Particularly in tech skills, our generation feels in limbo. The world has advanced so much over the past few decades, that those of us born in the middle of it, have a huge advantage over our parents’ generation. Most of us laugh when we see a job offering that ‘requires’ the use of basic computer skills. But there's also a huge awareness that the skills we are learning now could soon be obsolete, and things that are seen as advanced or specialist skills today, could soon be as normal as MS Word in ten years. Someone like me, just having finished my first year at the University of Sheffield, hoping to go into journalism, and all too aware that by the time I get there the industry will have changed completely, and I’ll be woefully unprepared.

But we’re still being funnelled through this system of education that’s supposed to guarantee security, even though we know how untrue that is. We’re taught that academic qualifications are the way forward, rather than vocational skills that could well benefit us more. Students are pressured into making decisions for their future that aren’t the right ones, while the larger decisions concerning them are made on their behalf.

Nearly three quarters of 18 to 24 year-olds voted to remain, while over 60 percent of over-60s voted Leave. The vote two months ago threw into sharp relief the huge generational divide that exists in this country. When our futures are already so uncertain, young people vitally need those things you sold away with the Leave vote - the study abroad and the freedom to work and the open markets and the business links. Young people need someone to fight in their corner in the Brexit negotiations, or our futures will be more insecure than ever.

Though some of the groups that will be hurt by Brexit, are also some that voted it such large numbers for it. The data shows that those who felt marginalised, those in low-skill areas or on low incomes, voted overwhelmingly to Leave, a protest against successive governments they felt were ignoring them, but it is likely they will be the one that suffer the most under the economic strains that comes with the increasingly hard-Brexit being favoured by the Government. Now the vote has happened, we have to make the most of the opportunity created by Brexit, the opportunity to listen. The Inclusive Growth Commission is based around this idea, about increasing participation of people and local communities, to create a better, inclusive economic system across the UK. Throughout this series of blogs I want to explore the way my generation sees the world, and how we need to change politics, capitalism and society if we want a sustainable future.

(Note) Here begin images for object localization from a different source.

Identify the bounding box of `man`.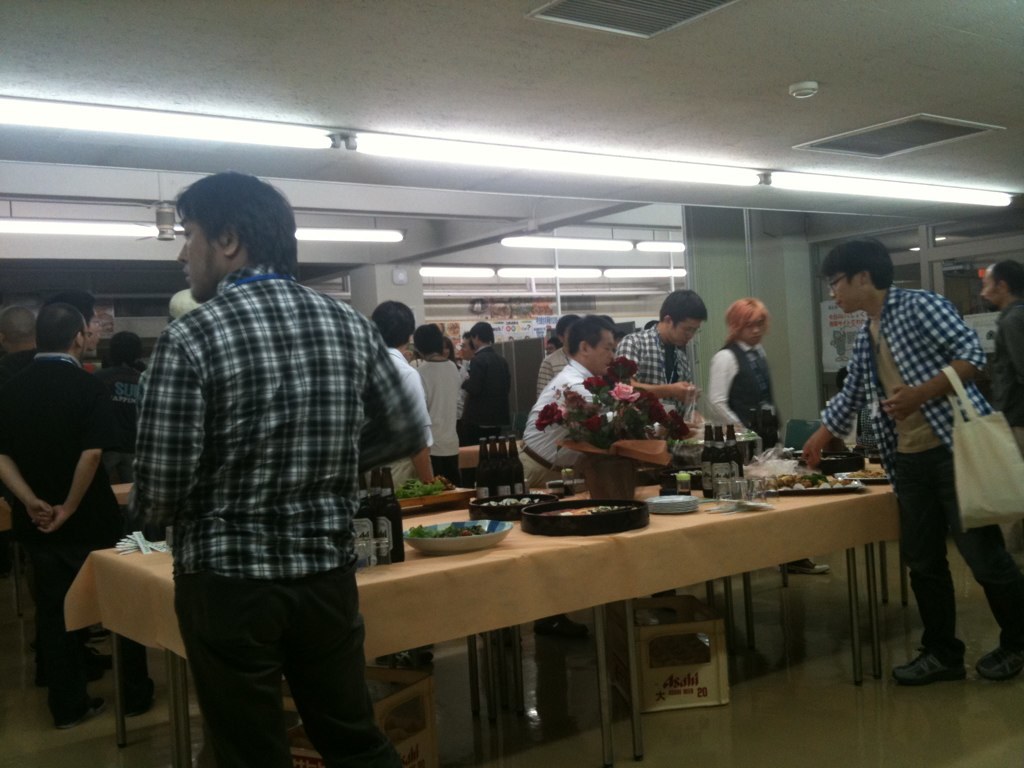
{"left": 134, "top": 166, "right": 431, "bottom": 767}.
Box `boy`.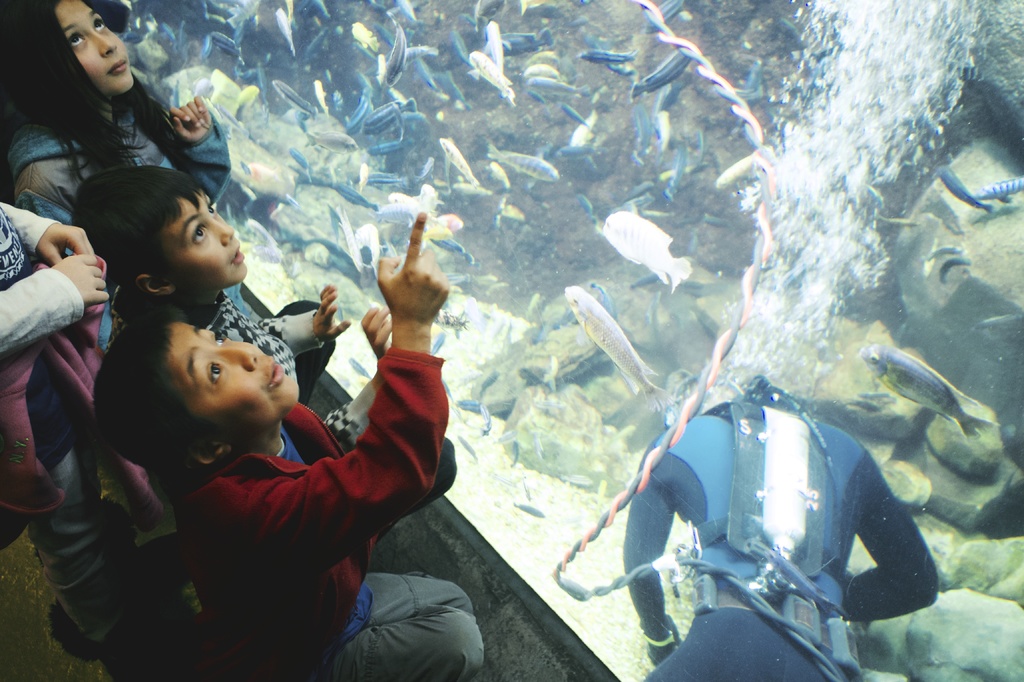
0 193 148 659.
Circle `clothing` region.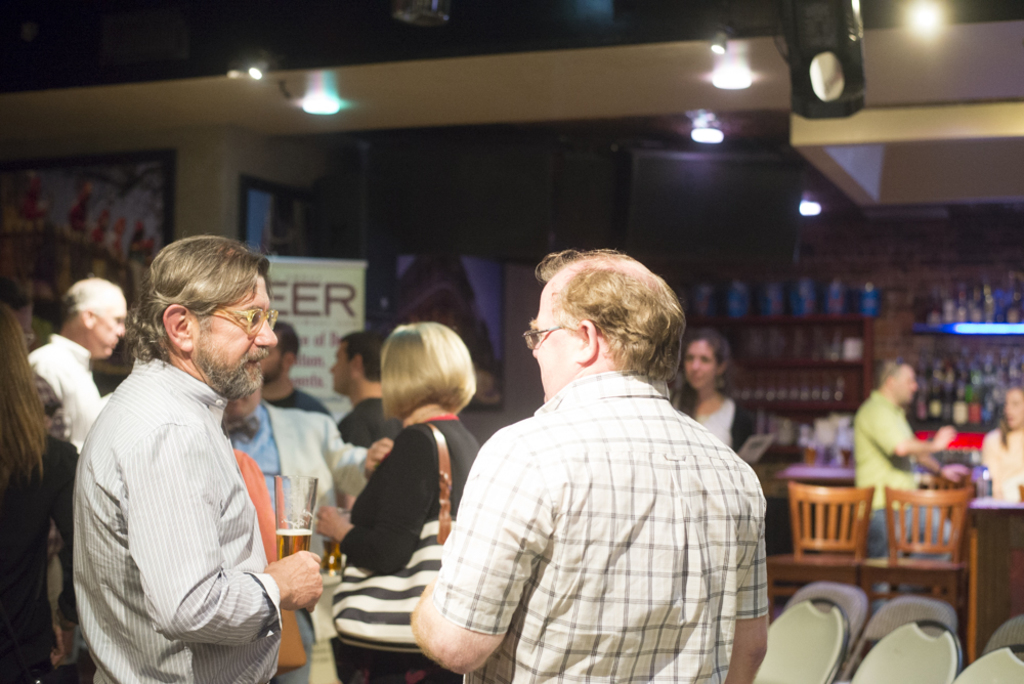
Region: [x1=984, y1=420, x2=1023, y2=489].
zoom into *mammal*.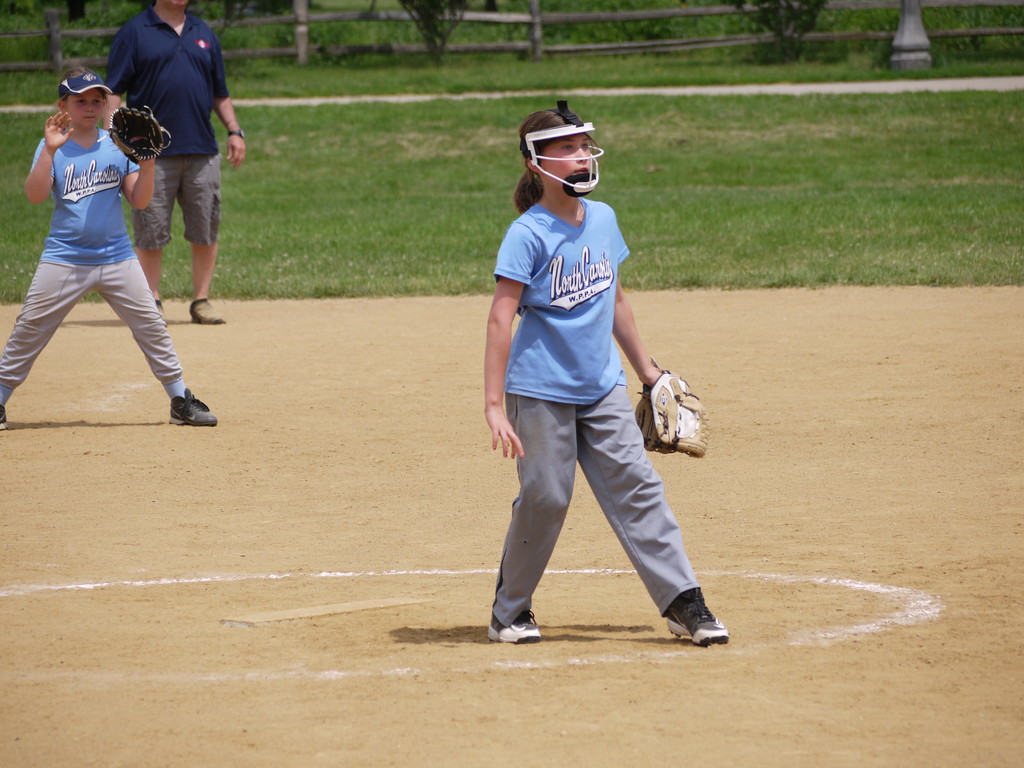
Zoom target: 103:0:248:323.
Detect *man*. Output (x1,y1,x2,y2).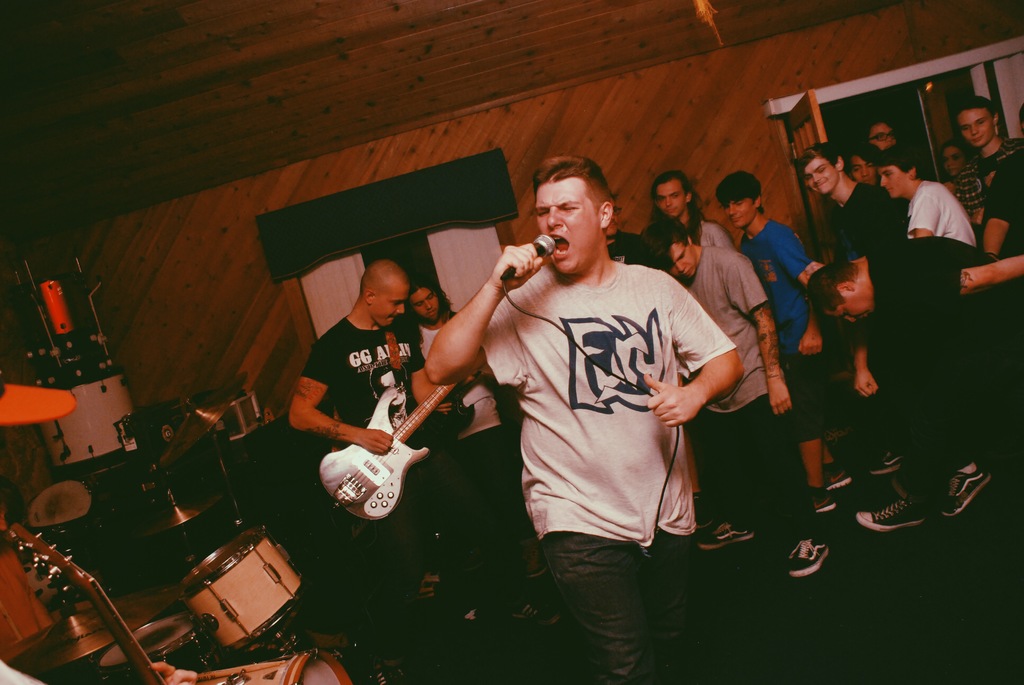
(622,214,836,586).
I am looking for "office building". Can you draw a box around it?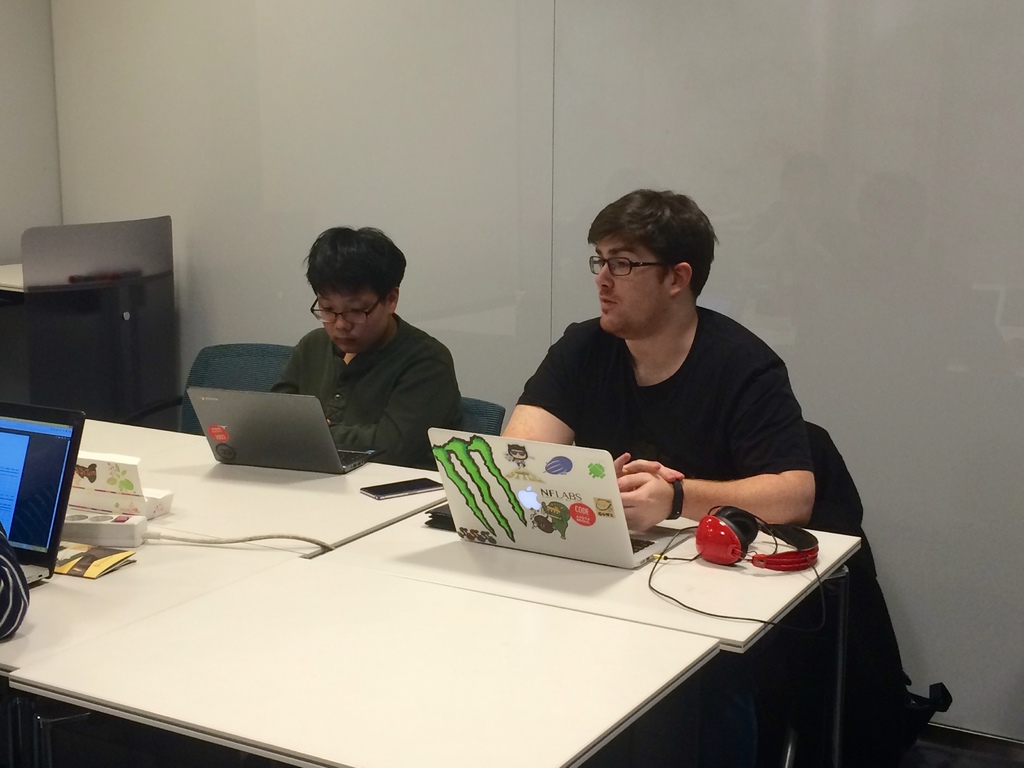
Sure, the bounding box is <region>0, 0, 1023, 767</region>.
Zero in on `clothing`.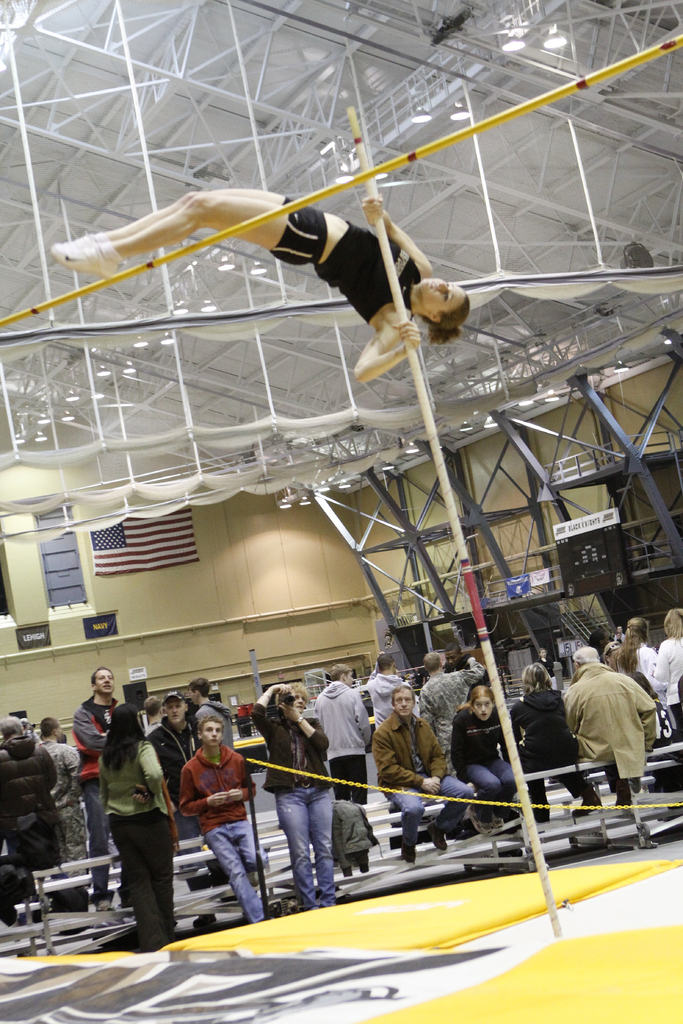
Zeroed in: crop(553, 643, 668, 813).
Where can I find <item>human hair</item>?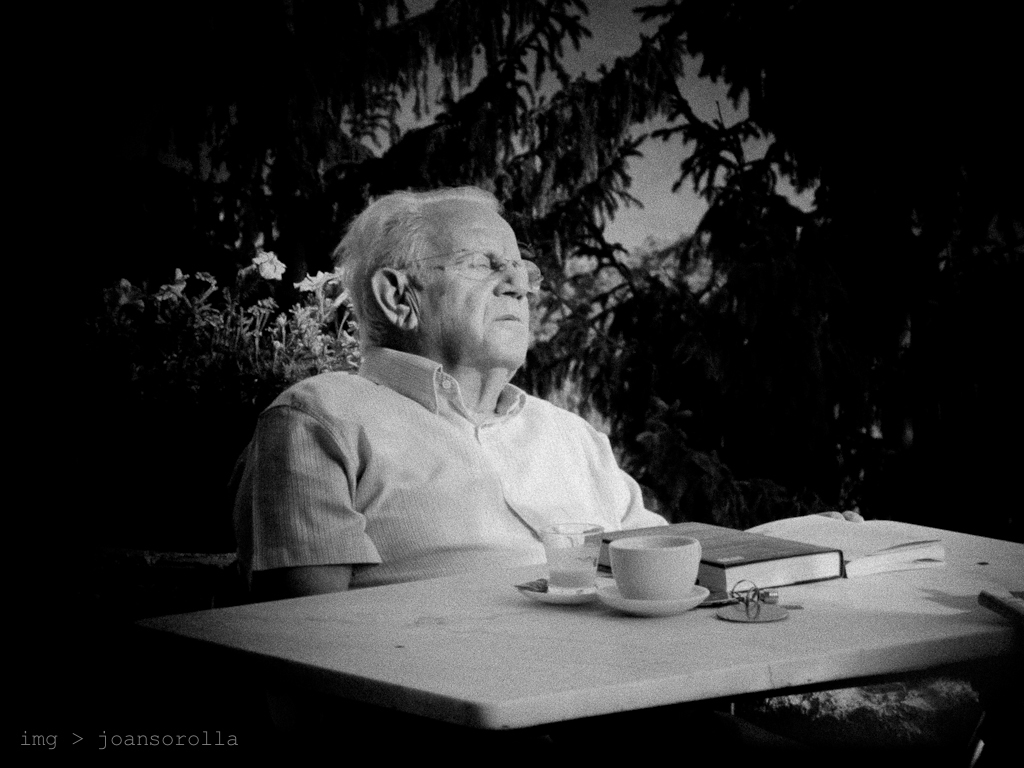
You can find it at l=336, t=191, r=518, b=356.
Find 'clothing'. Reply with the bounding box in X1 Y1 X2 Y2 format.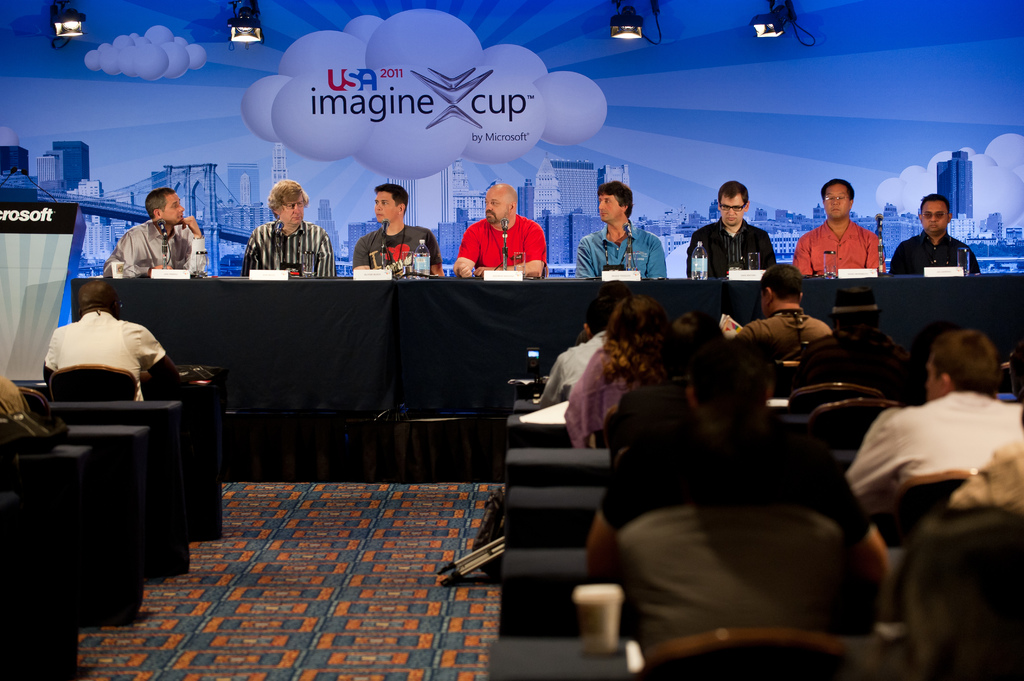
463 198 548 272.
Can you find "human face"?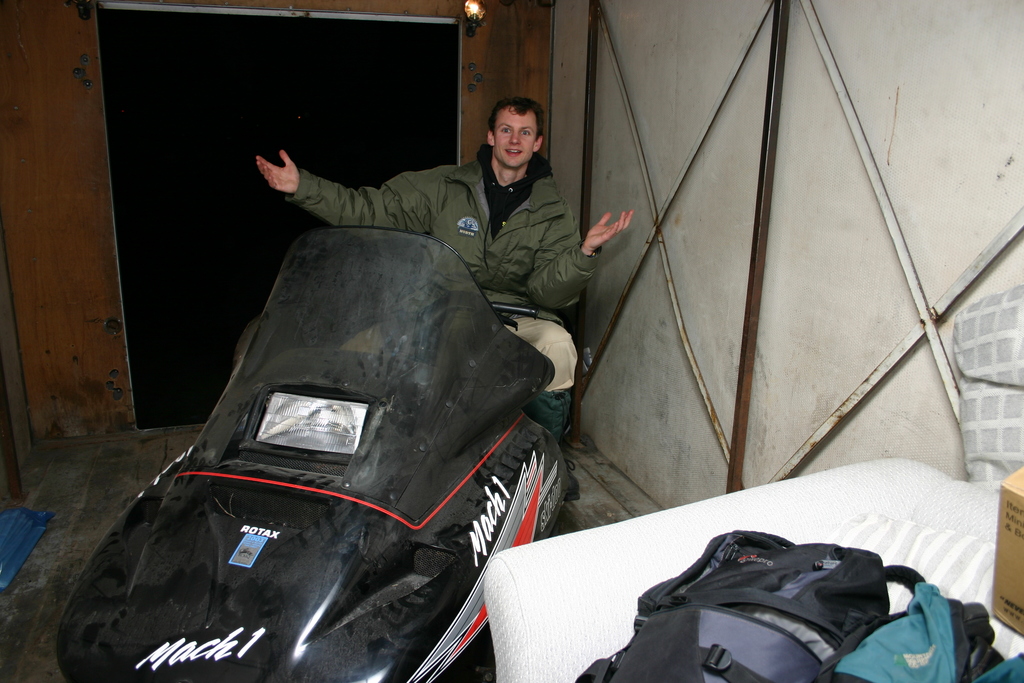
Yes, bounding box: [left=492, top=110, right=536, bottom=168].
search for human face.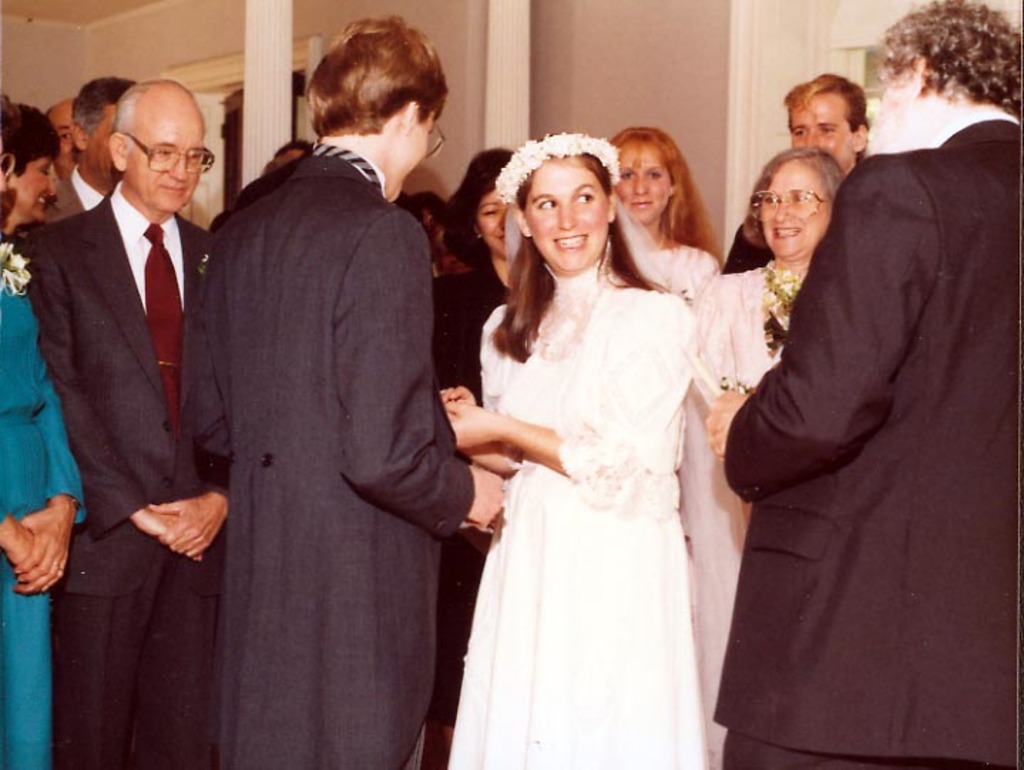
Found at 611 141 672 222.
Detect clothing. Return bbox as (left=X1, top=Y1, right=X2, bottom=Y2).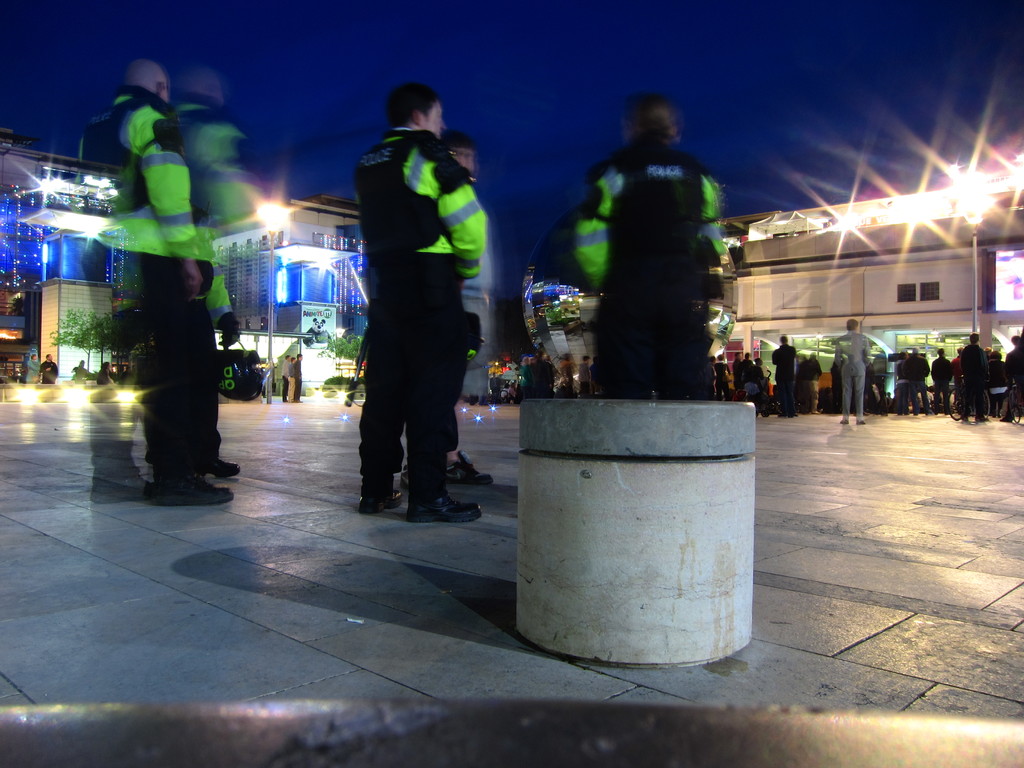
(left=596, top=154, right=700, bottom=368).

I plan to look at this from three angles - firstly, how to change further and higher education to create a more mobile job market; then I will look at how young people are making politics more inclusive, and how this changes policy-making.

Now that the cracks among the British people are more obvious than ever, we cannot simply patch them up. We need to open up politics to hear the views of the whole nation, so that we can think critically about the sustainability of our country’s economy and society, and reshape our state into one that works.